Authored by Amie Dahnke via The Epoch Times (emphasis ours),

People with inadequate iron levels in their blood due to a COVID-19 infection could be at greater risk of long COVID.

(Shutterstock)

A new study indicates that problems with iron levels in the bloodstream likely trigger chronic inflammation and other conditions associated with the post-COVID phenomenon. The findings, published on March 1 in Nature Immunology, could offer new ways to treat or prevent the condition.

Long COVID Patients Have Low Iron Levels

Researchers at the University of Cambridge pinpointed low iron as a potential link to long-COVID symptoms thanks to a study they initiated shortly after the start of the pandemic. They recruited people who tested positive for the virus to provide blood samples for analysis over a year, which allowed the researchers to look for post-infection changes in the blood. The researchers looked at 214 samples and found that 45 percent of patients reported symptoms of long COVID that lasted between three and 10 months.

In analyzing the blood samples, the research team noticed that people experiencing long COVID had low iron levels, contributing to anemia and low red blood cell production, just two weeks after they were diagnosed with COVID-19. This was true for patients regardless of age, sex, or the initial severity of their infection.

According to one of the study co-authors, the removal of iron from the bloodstream is a natural process and defense mechanism of the body.

But it can jeopardize a person’s recovery.

When the body has an infection, it responds by removing iron from the bloodstream. This protects us from potentially lethal bacteria that capture the iron in the bloodstream and grow rapidly. It’s an evolutionary response that redistributes iron in the body, and the blood plasma becomes an iron desert,” University of Oxford professor Hal Drakesmith said in a press release. “However, if this goes on for a long time, there is less iron for red blood cells, so oxygen is transported less efficiently affecting metabolism and energy production, and for white blood cells, which need iron to work properly. The protective mechanism ends up becoming a problem.”

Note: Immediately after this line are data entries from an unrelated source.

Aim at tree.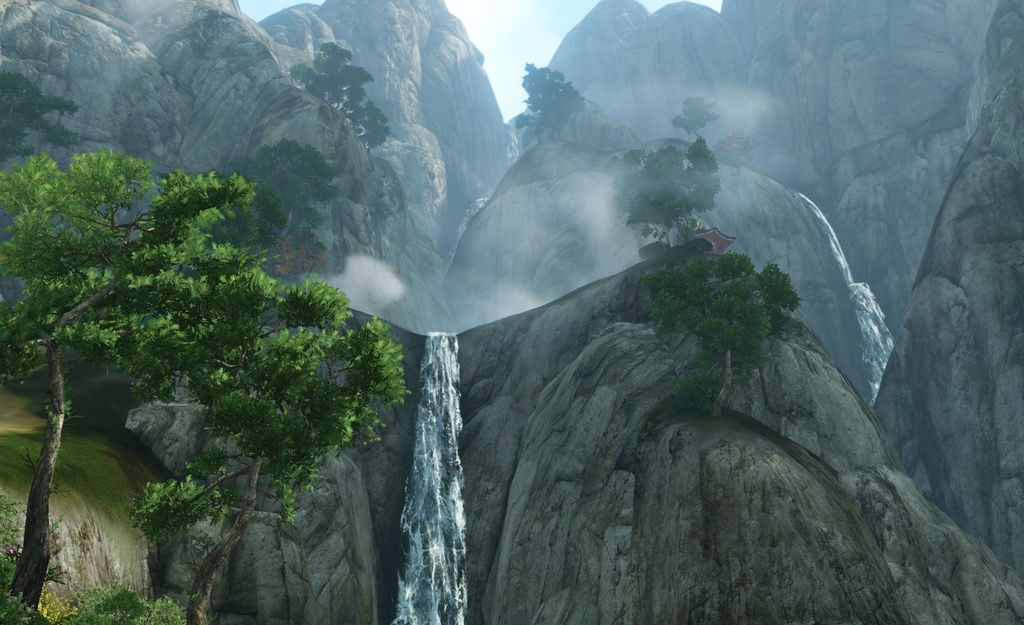
Aimed at left=604, top=129, right=720, bottom=239.
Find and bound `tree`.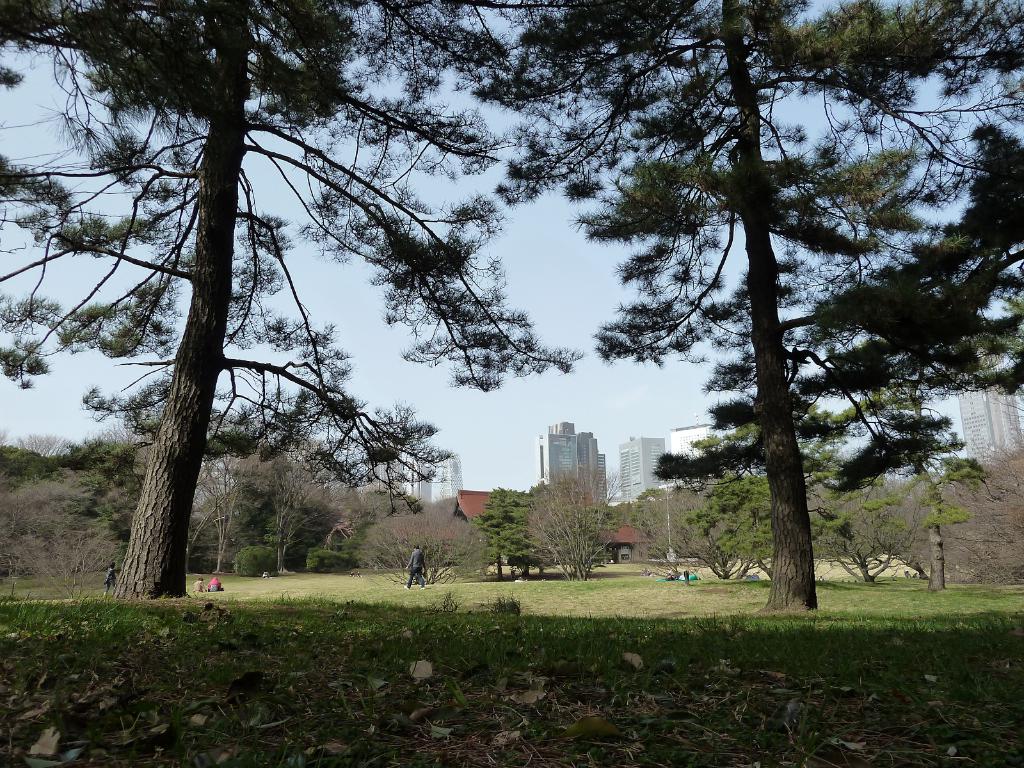
Bound: box(236, 446, 351, 576).
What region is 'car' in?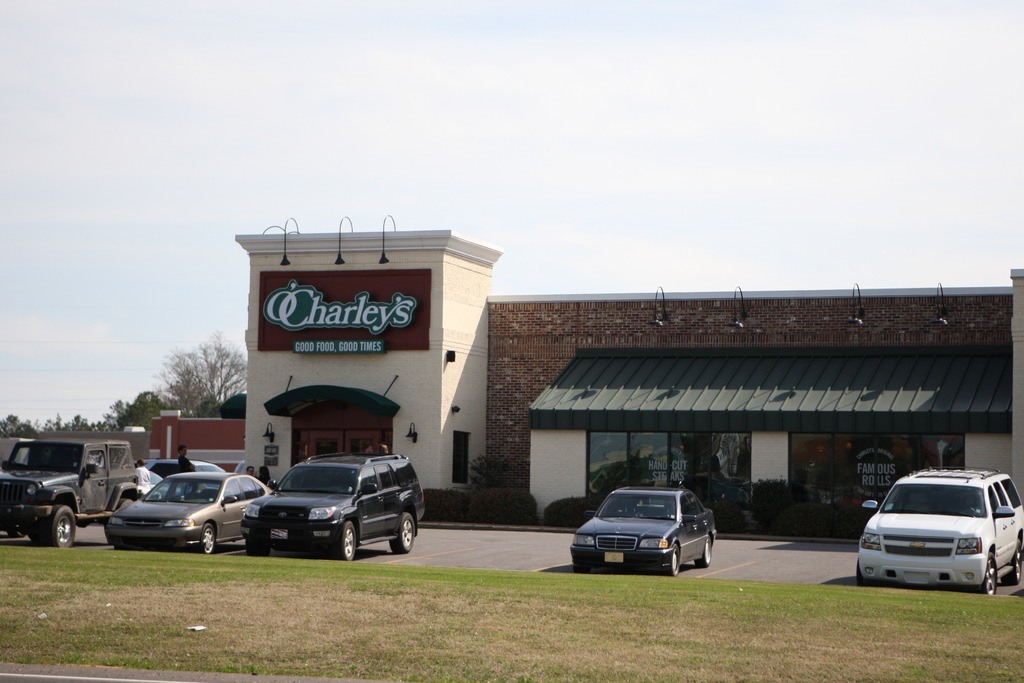
bbox(106, 470, 276, 558).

The research team believes that consistently low iron levels could explain why individuals with long COVID continue to experience fatigue and difficulty exercising. As such, the researchers suggested iron supplementation to help regulate and prevent the often debilitating symptoms associated with long COVID.

It isn’t necessarily the case that individuals don’t have enough iron in their body, it’s just that it’s trapped in the wrong place,” Aimee Hanson, a postdoctoral researcher at the University of Cambridge who worked on the study, said in the press release. “What we need is a way to remobilize the iron and pull it back into the bloodstream, where it becomes more useful to the red blood cells.”

The research team pointed out that iron supplementation isn’t always straightforward. Achieving the right level of iron varies from person to person. Too much iron can cause stomach issues, ranging from constipation, nausea, and abdominal pain to gastritis and gastric lesions.

1 in 5 Still Affected by Long COVID

COVID-19 has affected nearly 40 percent of Americans, with one in five of those still suffering from symptoms of long COVID, according to the U.S. Centers for Disease Control and Prevention (CDC). Long COVID is marked by health issues that continue at least four weeks after an individual was initially diagnosed with COVID-19. Symptoms can last for days, weeks, months, or years and may include fatigue, cough or chest pain, headache, brain fog, depression or anxiety, digestive issues, and joint or muscle pain.